China will launch a spacecraft this month to conduct its first manned space docking, state media said yesterday, the latest step in a plan aimed at giving the country a permanent space station by 2020.
The Shenzhou-9 spacecraft and its carrier rocket have already been moved to the launch platform at the Jiuquan Satellite Launch Center in northwest China, Xinhua news agency said, quoting the country’s manned space program.
The launch — China’s first manned space mission since September 2008 — would occur “sometime in mid-June,” it said.
Officials said the mission would involve three astronauts manually docking with the Tiangong-1 module orbiting the Earth.
In March, state media said China might send its first woman into space this year after including female astronauts in the team training for its first manned space docking.
Niu Hongguang (牛紅光), deputy commander-in-chief of the manned space program, has said that the Shenzhou-9 crew might include female astronauts, Xinhua reported.
China sent its first person into space in 2003 and has since conducted several manned missions, but has never included a woman.
After the space rendezvous, two of the astronauts will move temporarily into the Tiangong-1 (“Heavenly Palace”), where they will perform scientific experiments.
One of the crew will remain on board the spacecraft as a precaution in case of an emergency, according to the official quoted by Xinhua.
In November last year, an unmanned Shenzhou-8 spacecraft returned to Earth after completing two space dockings with Tiangong-1 in the nation’s first ever hard-to-master “space kiss,” bringing together two vessels in high speed orbit.

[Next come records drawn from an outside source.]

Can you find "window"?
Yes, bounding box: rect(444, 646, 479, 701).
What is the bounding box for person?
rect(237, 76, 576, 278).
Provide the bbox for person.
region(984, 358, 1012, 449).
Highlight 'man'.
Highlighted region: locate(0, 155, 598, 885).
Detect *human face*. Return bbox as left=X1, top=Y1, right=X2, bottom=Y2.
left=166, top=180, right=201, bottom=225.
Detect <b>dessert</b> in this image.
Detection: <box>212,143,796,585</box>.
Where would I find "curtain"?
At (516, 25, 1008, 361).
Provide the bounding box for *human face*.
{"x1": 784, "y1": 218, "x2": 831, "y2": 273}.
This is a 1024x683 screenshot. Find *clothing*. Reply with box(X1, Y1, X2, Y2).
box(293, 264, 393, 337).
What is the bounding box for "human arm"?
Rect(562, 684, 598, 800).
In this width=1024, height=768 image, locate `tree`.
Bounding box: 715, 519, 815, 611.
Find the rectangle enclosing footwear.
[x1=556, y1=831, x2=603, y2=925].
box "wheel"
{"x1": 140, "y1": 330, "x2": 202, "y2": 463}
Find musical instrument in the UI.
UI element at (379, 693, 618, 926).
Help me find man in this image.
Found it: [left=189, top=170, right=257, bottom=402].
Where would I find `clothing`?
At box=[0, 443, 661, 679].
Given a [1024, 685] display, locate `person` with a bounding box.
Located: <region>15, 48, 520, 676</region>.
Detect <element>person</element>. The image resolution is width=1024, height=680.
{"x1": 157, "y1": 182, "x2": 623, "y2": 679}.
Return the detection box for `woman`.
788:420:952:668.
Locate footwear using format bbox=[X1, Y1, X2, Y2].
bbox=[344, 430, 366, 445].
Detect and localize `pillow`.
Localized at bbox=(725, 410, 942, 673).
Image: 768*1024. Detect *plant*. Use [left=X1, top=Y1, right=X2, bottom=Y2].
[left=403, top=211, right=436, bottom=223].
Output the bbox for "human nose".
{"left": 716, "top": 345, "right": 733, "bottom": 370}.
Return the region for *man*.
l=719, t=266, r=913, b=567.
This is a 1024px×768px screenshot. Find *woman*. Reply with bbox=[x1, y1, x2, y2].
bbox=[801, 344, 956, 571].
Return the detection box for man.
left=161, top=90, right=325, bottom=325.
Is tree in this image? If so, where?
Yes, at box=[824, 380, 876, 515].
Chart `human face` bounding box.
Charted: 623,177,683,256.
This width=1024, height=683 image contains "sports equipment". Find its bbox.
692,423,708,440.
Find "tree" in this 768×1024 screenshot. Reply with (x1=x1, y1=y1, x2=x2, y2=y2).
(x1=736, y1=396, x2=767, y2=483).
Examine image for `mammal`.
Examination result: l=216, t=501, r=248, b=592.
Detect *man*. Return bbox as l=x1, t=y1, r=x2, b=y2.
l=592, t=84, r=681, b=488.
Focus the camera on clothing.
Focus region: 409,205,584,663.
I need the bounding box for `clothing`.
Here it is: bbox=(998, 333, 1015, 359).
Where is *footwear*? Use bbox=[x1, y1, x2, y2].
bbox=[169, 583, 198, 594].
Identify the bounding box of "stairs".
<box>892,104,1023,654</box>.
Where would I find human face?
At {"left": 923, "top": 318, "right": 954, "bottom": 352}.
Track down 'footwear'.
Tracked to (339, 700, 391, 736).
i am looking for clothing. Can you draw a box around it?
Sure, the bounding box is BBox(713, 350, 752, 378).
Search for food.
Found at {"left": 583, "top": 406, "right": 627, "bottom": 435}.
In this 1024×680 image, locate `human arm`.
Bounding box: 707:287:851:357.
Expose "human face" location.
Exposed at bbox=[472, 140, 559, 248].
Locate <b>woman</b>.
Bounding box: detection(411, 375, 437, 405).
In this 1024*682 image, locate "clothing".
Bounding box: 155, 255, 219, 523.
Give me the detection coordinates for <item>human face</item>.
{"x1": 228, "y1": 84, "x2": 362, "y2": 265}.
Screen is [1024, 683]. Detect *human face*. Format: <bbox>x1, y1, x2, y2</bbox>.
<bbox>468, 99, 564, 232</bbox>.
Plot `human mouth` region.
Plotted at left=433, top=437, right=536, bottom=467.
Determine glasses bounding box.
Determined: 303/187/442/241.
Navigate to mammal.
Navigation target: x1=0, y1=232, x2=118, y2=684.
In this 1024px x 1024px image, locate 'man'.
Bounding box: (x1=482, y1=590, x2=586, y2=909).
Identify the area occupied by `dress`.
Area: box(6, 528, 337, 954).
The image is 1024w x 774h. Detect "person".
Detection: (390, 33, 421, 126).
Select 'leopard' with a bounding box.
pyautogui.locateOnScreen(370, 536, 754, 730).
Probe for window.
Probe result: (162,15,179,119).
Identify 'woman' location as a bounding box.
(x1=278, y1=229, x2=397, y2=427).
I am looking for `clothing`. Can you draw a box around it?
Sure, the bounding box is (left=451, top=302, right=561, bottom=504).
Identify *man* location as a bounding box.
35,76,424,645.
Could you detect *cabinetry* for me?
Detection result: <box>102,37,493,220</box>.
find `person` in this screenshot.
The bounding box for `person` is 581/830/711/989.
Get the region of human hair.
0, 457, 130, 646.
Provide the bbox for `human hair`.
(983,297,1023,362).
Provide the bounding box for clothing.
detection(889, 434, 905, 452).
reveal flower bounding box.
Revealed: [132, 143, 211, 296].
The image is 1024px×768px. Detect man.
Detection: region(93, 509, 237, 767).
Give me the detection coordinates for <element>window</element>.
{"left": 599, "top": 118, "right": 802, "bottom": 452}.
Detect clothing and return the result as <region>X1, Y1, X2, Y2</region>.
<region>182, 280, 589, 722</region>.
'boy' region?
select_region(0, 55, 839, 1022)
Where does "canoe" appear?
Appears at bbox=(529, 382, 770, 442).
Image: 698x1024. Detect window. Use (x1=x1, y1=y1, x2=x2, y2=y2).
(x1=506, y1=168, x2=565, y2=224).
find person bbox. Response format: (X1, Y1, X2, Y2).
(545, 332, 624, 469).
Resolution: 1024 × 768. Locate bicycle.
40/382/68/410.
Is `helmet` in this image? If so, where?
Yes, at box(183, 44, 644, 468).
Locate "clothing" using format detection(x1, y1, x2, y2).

Space docking technology is a delicate maneuver that the Russians and Americans successfully mastered in the 1960s.
Tiangong-1, China’s first space station module, was launched in September last year.
China sees its space program as a symbol of its global stature, growing technical expertise and the Chinese Communist Party’s success in turning around the fortunes of the once poverty-stricken nation. The current program aims to provide China with a space station in which a crew can live independently for several months, as at the old Russian Mir facility or the International Space Station.
In 2003, China became the third country to send humans into space after Russia and the US, and it is now also looking into sending astronauts to the moon, although nothing has been set in stone.